ABSTRACT

This paper takes the position that the Web and online reading have not created new literacies. Rather, what the Web has done is to make explicit aspects of reading and text comprehension that have always “been there” but that have gone largely unattended in traditional curricula, large-scale standardized accountability testing, and most reading research. Traditional curricula, assessments, and much of the reading research are based on assumptions that reading is an individual act, conducted on individual texts, in isolation from others to answer questions posed by teachers, test constructors, and researchers. Learning to read has largely focused on word recognition, consistent with a Simple View of Reading (Gough & Tunmer, 1986). Instruction in reading comprehension and learning-through-reading has been dominated by generic strategies largely focused at the word, sentence, and paragraph levels, with some attention to the overall text level. Examples of generic strategies include summarizing, finding main ideas, learning vocabulary in context, and making inferences (Alvermann, 2001; Bean, 2000; Beck & McKeown, 1985; Guthrie, Anderson, Aloa, & Rinehart, 1999; Guthrie & Ozgungor, 2002; Meltzer, Smith, & Clark, 2002; Palincsar & Brown, 1984; Pressley, 2002; Rosenshine, Meister, & Chapman, 1996). These kinds of strategies have had limited success in improving the reading achievement of the nation’s children, especially with respect to advanced levels of reading in core disciplines such as science, history, and literature (Biancarosa & Snow, 2004; Carnegie Council on Advancing Adolescent Literacy, 2009; Council of Chief State School Officers [CCSSO], 2010; Organisation for Economic Co-operation and Development, 2004, 2006; Rampey, Dion, & Donahue, 2009).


◆ Problem:
Only an exact repeat of the listing, without its images, counts as the answer.

◆ Dataset extract:
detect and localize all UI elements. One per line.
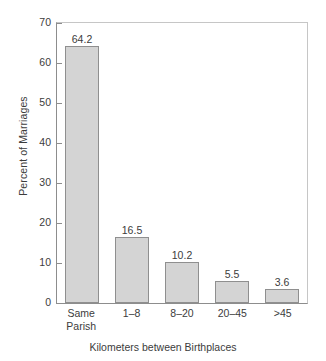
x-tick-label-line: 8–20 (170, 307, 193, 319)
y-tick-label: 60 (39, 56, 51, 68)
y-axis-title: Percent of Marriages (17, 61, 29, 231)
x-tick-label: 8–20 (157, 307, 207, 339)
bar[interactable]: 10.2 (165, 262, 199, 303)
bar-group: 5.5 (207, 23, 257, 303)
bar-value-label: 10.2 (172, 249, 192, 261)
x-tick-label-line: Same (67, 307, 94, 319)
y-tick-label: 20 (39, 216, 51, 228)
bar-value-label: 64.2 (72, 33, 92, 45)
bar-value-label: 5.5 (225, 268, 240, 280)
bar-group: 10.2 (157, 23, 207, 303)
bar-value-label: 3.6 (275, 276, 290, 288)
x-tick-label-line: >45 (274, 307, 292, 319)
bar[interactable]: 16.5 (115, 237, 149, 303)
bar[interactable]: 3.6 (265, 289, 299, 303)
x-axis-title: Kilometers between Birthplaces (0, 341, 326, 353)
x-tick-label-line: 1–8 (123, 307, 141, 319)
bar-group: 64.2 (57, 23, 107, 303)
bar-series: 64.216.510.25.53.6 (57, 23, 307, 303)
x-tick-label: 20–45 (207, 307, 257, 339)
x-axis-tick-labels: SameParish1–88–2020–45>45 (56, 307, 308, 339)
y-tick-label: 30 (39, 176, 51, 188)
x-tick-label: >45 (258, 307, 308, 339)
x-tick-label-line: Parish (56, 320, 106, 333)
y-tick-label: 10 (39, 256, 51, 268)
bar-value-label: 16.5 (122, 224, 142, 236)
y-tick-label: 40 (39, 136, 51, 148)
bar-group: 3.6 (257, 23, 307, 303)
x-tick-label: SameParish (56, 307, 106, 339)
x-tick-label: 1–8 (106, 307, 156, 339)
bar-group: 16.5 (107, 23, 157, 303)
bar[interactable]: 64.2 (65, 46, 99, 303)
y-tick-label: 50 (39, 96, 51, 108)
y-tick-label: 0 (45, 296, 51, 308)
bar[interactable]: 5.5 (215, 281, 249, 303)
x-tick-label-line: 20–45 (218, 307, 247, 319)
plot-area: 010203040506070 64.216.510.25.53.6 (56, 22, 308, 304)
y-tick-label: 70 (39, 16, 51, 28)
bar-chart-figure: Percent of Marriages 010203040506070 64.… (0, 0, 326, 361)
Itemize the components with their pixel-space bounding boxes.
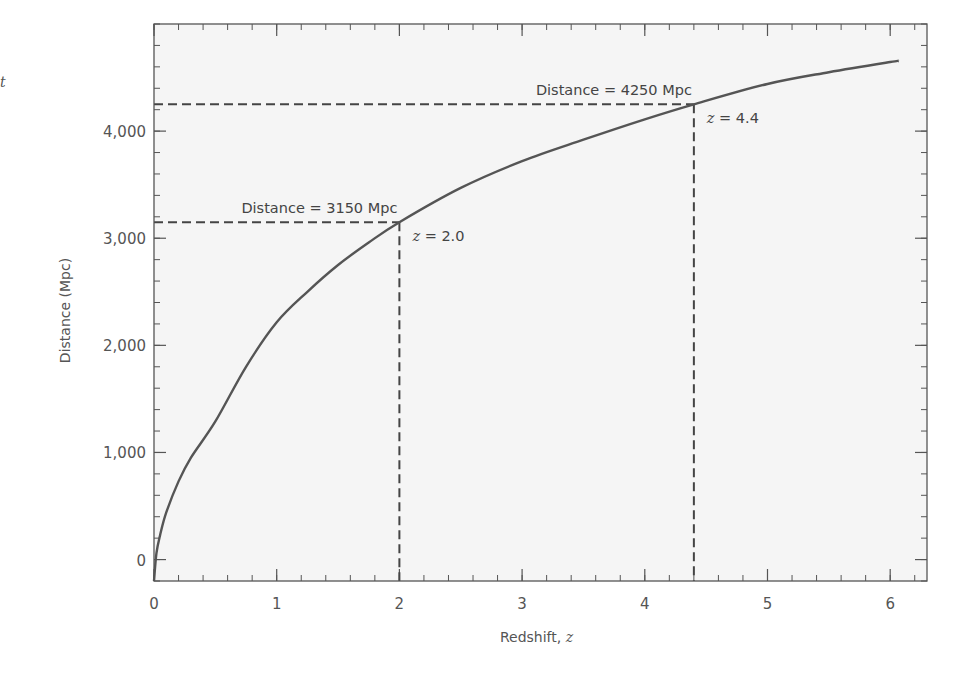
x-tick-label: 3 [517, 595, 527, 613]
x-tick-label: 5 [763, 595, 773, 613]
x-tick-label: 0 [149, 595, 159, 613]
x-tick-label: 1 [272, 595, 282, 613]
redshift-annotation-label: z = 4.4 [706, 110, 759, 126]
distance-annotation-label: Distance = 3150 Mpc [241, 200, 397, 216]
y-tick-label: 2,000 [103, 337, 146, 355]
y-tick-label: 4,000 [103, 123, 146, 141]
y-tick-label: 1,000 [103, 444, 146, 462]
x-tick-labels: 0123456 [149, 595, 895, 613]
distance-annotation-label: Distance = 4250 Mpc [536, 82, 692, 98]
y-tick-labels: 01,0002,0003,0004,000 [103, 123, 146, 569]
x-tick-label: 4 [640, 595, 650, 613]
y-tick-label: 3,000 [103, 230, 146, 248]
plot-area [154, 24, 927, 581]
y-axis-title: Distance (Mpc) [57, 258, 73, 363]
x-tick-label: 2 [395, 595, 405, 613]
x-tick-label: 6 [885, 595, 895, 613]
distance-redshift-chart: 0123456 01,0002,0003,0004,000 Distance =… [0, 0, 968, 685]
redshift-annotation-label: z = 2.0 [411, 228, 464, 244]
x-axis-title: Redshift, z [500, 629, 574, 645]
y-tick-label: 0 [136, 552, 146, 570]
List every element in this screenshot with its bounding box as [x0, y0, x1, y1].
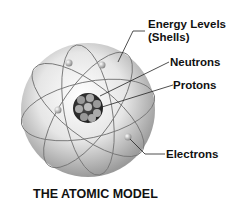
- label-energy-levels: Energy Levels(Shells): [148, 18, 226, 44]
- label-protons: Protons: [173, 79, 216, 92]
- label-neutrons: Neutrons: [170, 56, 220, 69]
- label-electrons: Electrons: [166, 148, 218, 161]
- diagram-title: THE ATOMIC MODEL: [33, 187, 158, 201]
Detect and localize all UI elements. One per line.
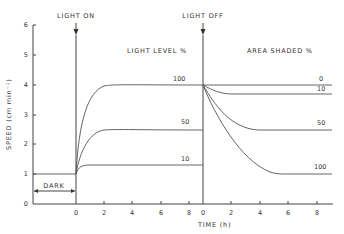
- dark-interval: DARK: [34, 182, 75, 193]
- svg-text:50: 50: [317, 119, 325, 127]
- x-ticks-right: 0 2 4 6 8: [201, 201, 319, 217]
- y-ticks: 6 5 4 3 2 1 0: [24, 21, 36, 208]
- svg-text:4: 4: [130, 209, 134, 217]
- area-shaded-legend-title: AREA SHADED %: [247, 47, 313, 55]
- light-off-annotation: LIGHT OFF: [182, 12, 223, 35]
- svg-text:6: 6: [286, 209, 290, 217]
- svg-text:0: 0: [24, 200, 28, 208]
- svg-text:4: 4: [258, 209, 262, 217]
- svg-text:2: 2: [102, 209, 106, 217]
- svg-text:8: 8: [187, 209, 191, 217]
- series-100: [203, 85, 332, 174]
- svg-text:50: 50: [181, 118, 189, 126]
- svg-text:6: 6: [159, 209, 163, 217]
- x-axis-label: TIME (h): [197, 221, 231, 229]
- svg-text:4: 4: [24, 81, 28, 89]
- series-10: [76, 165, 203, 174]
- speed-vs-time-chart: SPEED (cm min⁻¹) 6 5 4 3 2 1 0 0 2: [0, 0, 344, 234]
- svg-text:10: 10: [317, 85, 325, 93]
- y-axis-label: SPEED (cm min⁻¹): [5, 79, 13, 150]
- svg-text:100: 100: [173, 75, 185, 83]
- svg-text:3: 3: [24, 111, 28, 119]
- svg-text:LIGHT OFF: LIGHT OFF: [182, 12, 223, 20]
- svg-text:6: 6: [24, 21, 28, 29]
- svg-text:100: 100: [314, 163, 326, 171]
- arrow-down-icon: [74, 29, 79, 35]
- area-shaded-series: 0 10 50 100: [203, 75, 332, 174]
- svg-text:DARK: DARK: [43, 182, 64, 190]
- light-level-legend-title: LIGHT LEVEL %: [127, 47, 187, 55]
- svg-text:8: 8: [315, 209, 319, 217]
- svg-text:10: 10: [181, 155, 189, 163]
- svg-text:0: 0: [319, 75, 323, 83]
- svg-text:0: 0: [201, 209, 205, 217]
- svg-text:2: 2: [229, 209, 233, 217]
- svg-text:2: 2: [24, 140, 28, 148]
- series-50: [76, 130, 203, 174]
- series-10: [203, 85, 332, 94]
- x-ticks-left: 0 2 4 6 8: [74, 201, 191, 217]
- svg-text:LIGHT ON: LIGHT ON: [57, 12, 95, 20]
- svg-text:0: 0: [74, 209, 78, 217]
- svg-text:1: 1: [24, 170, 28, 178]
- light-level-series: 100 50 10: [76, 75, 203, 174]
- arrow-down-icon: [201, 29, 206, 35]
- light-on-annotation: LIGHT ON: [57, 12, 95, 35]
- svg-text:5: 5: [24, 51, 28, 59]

◆ Output:
detect and localize all UI elements. One per line.
x-tick-label-line: 8–20 (170, 307, 193, 319)
y-tick-label: 60 (39, 56, 51, 68)
y-axis-title: Percent of Marriages (17, 61, 29, 231)
x-tick-label: 8–20 (157, 307, 207, 339)
bar[interactable]: 10.2 (165, 262, 199, 303)
bar-group: 5.5 (207, 23, 257, 303)
bar-value-label: 10.2 (172, 249, 192, 261)
x-tick-label-line: Same (67, 307, 94, 319)
y-tick-label: 20 (39, 216, 51, 228)
bar-value-label: 64.2 (72, 33, 92, 45)
bar-value-label: 5.5 (225, 268, 240, 280)
bar-group: 10.2 (157, 23, 207, 303)
bar-value-label: 3.6 (275, 276, 290, 288)
x-tick-label-line: >45 (274, 307, 292, 319)
bar[interactable]: 16.5 (115, 237, 149, 303)
bar[interactable]: 3.6 (265, 289, 299, 303)
x-axis-title: Kilometers between Birthplaces (0, 341, 326, 353)
x-tick-label-line: 1–8 (123, 307, 141, 319)
bar-group: 64.2 (57, 23, 107, 303)
bar-series: 64.216.510.25.53.6 (57, 23, 307, 303)
x-tick-label: 20–45 (207, 307, 257, 339)
x-axis-tick-labels: SameParish1–88–2020–45>45 (56, 307, 308, 339)
y-tick-label: 30 (39, 176, 51, 188)
x-tick-label: >45 (258, 307, 308, 339)
x-tick-label-line: Parish (56, 320, 106, 333)
y-tick-label: 10 (39, 256, 51, 268)
bar-value-label: 16.5 (122, 224, 142, 236)
y-tick-label: 40 (39, 136, 51, 148)
bar-group: 3.6 (257, 23, 307, 303)
x-tick-label: SameParish (56, 307, 106, 339)
x-tick-label: 1–8 (106, 307, 156, 339)
bar-group: 16.5 (107, 23, 157, 303)
bar[interactable]: 64.2 (65, 46, 99, 303)
y-tick-label: 50 (39, 96, 51, 108)
y-tick-label: 0 (45, 296, 51, 308)
bar[interactable]: 5.5 (215, 281, 249, 303)
x-tick-label-line: 20–45 (218, 307, 247, 319)
plot-area: 010203040506070 64.216.510.25.53.6 (56, 22, 308, 304)
y-tick-label: 70 (39, 16, 51, 28)
bar-chart-figure: Percent of Marriages 010203040506070 64.… (0, 0, 326, 361)
Itemize the components with their pixel-space bounding boxes.
x-tick-label: 3 [517, 595, 527, 613]
x-tick-label: 5 [763, 595, 773, 613]
x-tick-label: 0 [149, 595, 159, 613]
x-tick-label: 1 [272, 595, 282, 613]
redshift-annotation-label: z = 4.4 [706, 110, 759, 126]
distance-annotation-label: Distance = 3150 Mpc [241, 200, 397, 216]
y-tick-label: 2,000 [103, 337, 146, 355]
y-tick-label: 4,000 [103, 123, 146, 141]
y-tick-label: 1,000 [103, 444, 146, 462]
x-tick-labels: 0123456 [149, 595, 895, 613]
distance-annotation-label: Distance = 4250 Mpc [536, 82, 692, 98]
y-tick-labels: 01,0002,0003,0004,000 [103, 123, 146, 569]
x-tick-label: 4 [640, 595, 650, 613]
y-tick-label: 3,000 [103, 230, 146, 248]
plot-area [154, 24, 927, 581]
y-axis-title: Distance (Mpc) [57, 258, 73, 363]
x-tick-label: 2 [395, 595, 405, 613]
x-tick-label: 6 [885, 595, 895, 613]
distance-redshift-chart: 0123456 01,0002,0003,0004,000 Distance =… [0, 0, 968, 685]
redshift-annotation-label: z = 2.0 [411, 228, 464, 244]
x-axis-title: Redshift, z [500, 629, 574, 645]
y-tick-label: 0 [136, 552, 146, 570]
List every element in this screenshot with its bounding box as [x0, y0, x1, y1].
- label-energy-levels: Energy Levels(Shells): [148, 18, 226, 44]
- label-protons: Protons: [173, 79, 216, 92]
- label-neutrons: Neutrons: [170, 56, 220, 69]
- label-electrons: Electrons: [166, 148, 218, 161]
- diagram-title: THE ATOMIC MODEL: [33, 187, 158, 201]
Detect and localize all UI elements. One per line.
- dark-interval: DARK: [34, 182, 75, 193]
- svg-text:50: 50: [317, 119, 325, 127]
- x-ticks-right: 0 2 4 6 8: [201, 201, 319, 217]
- y-ticks: 6 5 4 3 2 1 0: [24, 21, 36, 208]
- svg-text:4: 4: [130, 209, 134, 217]
- area-shaded-legend-title: AREA SHADED %: [247, 47, 313, 55]
- light-off-annotation: LIGHT OFF: [182, 12, 223, 35]
- svg-text:6: 6: [286, 209, 290, 217]
- svg-text:0: 0: [24, 200, 28, 208]
- svg-text:4: 4: [258, 209, 262, 217]
- svg-text:2: 2: [102, 209, 106, 217]
- svg-text:8: 8: [187, 209, 191, 217]
- series-100: [203, 85, 332, 174]
- svg-text:50: 50: [181, 118, 189, 126]
- svg-text:6: 6: [159, 209, 163, 217]
- x-axis-label: TIME (h): [197, 221, 231, 229]
- svg-text:4: 4: [24, 81, 28, 89]
- series-10: [76, 165, 203, 174]
- speed-vs-time-chart: SPEED (cm min⁻¹) 6 5 4 3 2 1 0 0 2: [0, 0, 344, 234]
- svg-text:10: 10: [317, 85, 325, 93]
- y-axis-label: SPEED (cm min⁻¹): [5, 79, 13, 150]
- svg-text:100: 100: [173, 75, 185, 83]
- svg-text:3: 3: [24, 111, 28, 119]
- svg-text:LIGHT OFF: LIGHT OFF: [182, 12, 223, 20]
- svg-text:6: 6: [24, 21, 28, 29]
- svg-text:100: 100: [314, 163, 326, 171]
- arrow-down-icon: [74, 29, 79, 35]
- area-shaded-series: 0 10 50 100: [203, 75, 332, 174]
- svg-text:DARK: DARK: [43, 182, 64, 190]
- light-level-legend-title: LIGHT LEVEL %: [127, 47, 187, 55]
- svg-text:8: 8: [315, 209, 319, 217]
- svg-text:10: 10: [181, 155, 189, 163]
- svg-text:0: 0: [319, 75, 323, 83]
- svg-text:0: 0: [201, 209, 205, 217]
- svg-text:2: 2: [229, 209, 233, 217]
- svg-text:2: 2: [24, 140, 28, 148]
- series-50: [76, 130, 203, 174]
- series-10: [203, 85, 332, 94]
- x-ticks-left: 0 2 4 6 8: [74, 201, 191, 217]
- svg-text:LIGHT ON: LIGHT ON: [57, 12, 95, 20]
- svg-text:0: 0: [74, 209, 78, 217]
- svg-text:1: 1: [24, 170, 28, 178]
- light-level-series: 100 50 10: [76, 75, 203, 174]
- arrow-down-icon: [201, 29, 206, 35]
- light-on-annotation: LIGHT ON: [57, 12, 95, 35]
- svg-text:5: 5: [24, 51, 28, 59]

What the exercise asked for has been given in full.